Friday, August 17, 2007

Crows and Tools

The BBC News website has reported on another study involving the New Caledonian crows originating from a few small islands in the Pacific ocean (picture above from BBC news story). This species came to light with the famous experiments at Oxford University (by Kacelnik and associates) on Betty and Abel, which showed their ability not only to use tools, but also to fashion them from non-tool and non-naturally occurring materials. These abilities had previously only been observed in humans and some primates.

The present study looked at 'meta-tool use' by this species. Meta-tool use is the ability to use one tool on another to achieve the desired state/goal. Seven wild crows were used in the experiment, with the following setup: a crow was presented with a box in which there was food. It was also provided with a stick, which by itself was not long enough to get the food. Another box was also present, in which there was a longer stick. The solution to getting the food is then to use the short stick to get the long stick, and the long stick to get the food from the first box: meta-tool use. The results showed not only that the crows were able to to this, but that this performance was achieved in the first trial (in 6 out of 7 subjects) – see the paper abstract below. As suggested by the paper, this indicates that the crows abstracted from, or used in some other way, information that had been previously learned to a novel situation – an not merely through trial and error.

This being a domain traditionally the preserve of humans, if found to be verifiable/replicable (from my understanding, this is the only study conducted of its type), the results could have a wide variety of implications in a number of fields. As I understand it, the learning and abstraction capabilities of the higher primates are explained by the 'closeness' in brain structure between humans and these animals: that it is the human brain that is capable of these feats, and that primates have limited capabilities due to similarities. The brain of the bird, in this case New Caledonian crow, however I assume to bear very little similarity by comparison. In this case, it would not be the structure which is important (not necessarily anyway), but some other property. I'm hardly intimate with the details of the study (or indeed the neuroanatomy of these crows), but I view it as an interesting issue: I'm thinking here of Fuster's Network Memory theory, of which, while being a model of the human information processing system, the underlying principles I assume may be equally applied to any neurally-based nervous system, including that of the crow (the detailed accounts of the specific brain regions in the Network Memory theory, particularly the prefrontal cortex, would naturally not apply – but perhaps this functionality may be physically represented in some other, limited, way?). Of course, these last thoughts are pure speculation on my part – perhaps some of your comments could help me untangle my thoughts?...
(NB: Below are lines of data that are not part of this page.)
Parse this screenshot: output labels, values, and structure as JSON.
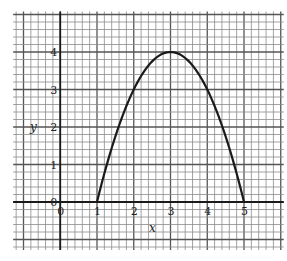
{
  "chart_data": {
    "type": "line",
    "title": "",
    "xlabel": "x",
    "ylabel": "y",
    "xlim": [
      -1.2,
      6
    ],
    "ylim": [
      -1.2,
      5
    ],
    "grid": true,
    "minor_per_unit": 5,
    "x_ticks": [
      "0",
      "1",
      "2",
      "3",
      "4",
      "5"
    ],
    "y_ticks": [
      "0",
      "1",
      "2",
      "3",
      "4"
    ],
    "series": [
      {
        "name": "y = -(x-1)(x-5)",
        "x": [
          1,
          1.5,
          2,
          2.5,
          3,
          3.5,
          4,
          4.5,
          5
        ],
        "y": [
          0,
          1.75,
          3,
          3.75,
          4,
          3.75,
          3,
          1.75,
          0
        ]
      }
    ],
    "annotations": [
      {
        "text": "vertex",
        "x": 3,
        "y": 4
      }
    ]
  },
  "labels": {
    "x_axis": "x",
    "y_axis": "y",
    "origin_x": "0",
    "origin_y": "0"
  }
}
A crucial stage in hominin evolution was the development of metatool use—the ability to use one tool on another [1] and [2]. Although the great apes can solve metatool tasks [3] and [4], monkeys have been less successful [5], [6] and [7]. Here we provide experimental evidence that New Caledonian crows can spontaneously solve a demanding metatool task in which a short tool is used to extract a longer tool that can then be used to obtain meat. Six out of the seven crows initially attempted to extract the long tool with the short tool. Four successfully obtained meat on the first trial. The experiments revealed that the crows did not solve the metatool task by trial-and-error learning during the task or through a previously learned rule. The sophisticated physical cognition shown appears to have been based on analogical reasoning. The ability to reason analogically may explain the exceptional tool-manufacturing skills of New Caledonian crows.